Tuesday, September 29, 2015

Academia.edu problems

I am unable to upload the new published version of a paper to Academia.edu. They don't answer my email queries (after I spent a lot of time trying to find their email question system), so I don't know the source of the problem. Maybe it is their new page style, which I dislike. I uploaded a dummy paper just fine, but when I tried to "edit" it and change the attached file, it stalled, just as with my other paper.

The paper I was trying to post is:

Smith, Michael E.2015    How can Archaeologists Make Better Arguments? The SAA Archaeological Record 15 (4): 18-23.

I had a draft version posted. I managed to delete the file somehow (in preparation for uploading the published reprint), but when I try to upload the new file, the site does not respond. I've tried it from different computers, over the past week. Nothing doing. Is Academia.edu unaware of the problem, or do they know about it but just not bothering to tell anybody? Neither is an attractive possibility.

I stopped updating my home page a couple of months ago, mainly because Academia.edu was easier to use for posting. But I did put a copy of the argument paper on my home page.




4 comments:

Alison said...

You might want to try tweeting at them, they've responded to my tweet complaints quickly. @academia

Jason Baird Jackson said...

Dear Michael,

Why treat Academia.edu as your primary repository when you are fortunate to work at an institution that has a proper, librarian-managed institutional repository? I kind of get why some people find Academia.edu compelling as a quasi-social platform and it certainly provides some useful services (especially for those without a repository), but its just a commercial firm that can do what it wants, including go out of business. For those who really want to be on it, you can put content in a true repository (like the one at ASU) and then make a link available on an Academia.edu page. (I do it this way. You can look me up.) This way, I am placing an emphasis on supporting my repository and getting all the benefits that flow from this, while still being discoverable in Academia.edu (while it lasts).

Ryan Anderson and I discussed this in our OA piece in Cultural Anthropology (see also Social Science Research Network within it.)

You are very committed to better scholarly communication practices, thus I am actually interested in your take on your repository vis-a-vis services like Academia.edu.

Thanks for keeping going with your blog.

Jason Jackson

Michael E. Smith said...

@Jason - Good point. I am going with Academia.edu due to the sunk cost effects (the effort already invested, and the effort required to do something different). When I got started, there was not an adequate repository at ASU. Now there is one, but the interface is clunky. I like the idea of posting on ASU and linking from Academia, and I may make this a project in the coming year.

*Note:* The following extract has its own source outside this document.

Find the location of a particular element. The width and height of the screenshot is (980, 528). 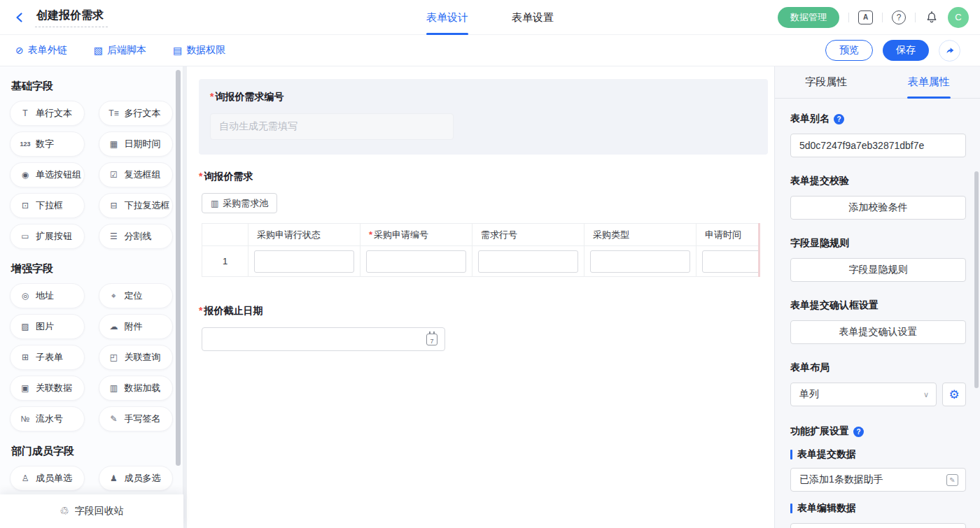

For every kind of social media I have tried, I have considered my participation exploratory and tentative. Sometimes I drop things (ResearchGate, or Twitter for a couple of years; not sure if I am going back to Twitter or not...). Academia.edu is getting familiar, but it is still tentative in my mind. I still see all this stuff as exploratory.

Jason Baird Jackson said...

Thanks for unpacking your choices a bit. From a longer than one lifetime point of view, I think getting your materials into the repository will pay off (for the research community, students, etc.). And with linking, you can still take advantage of Academia.edu (while it lasts). Good luck with your work!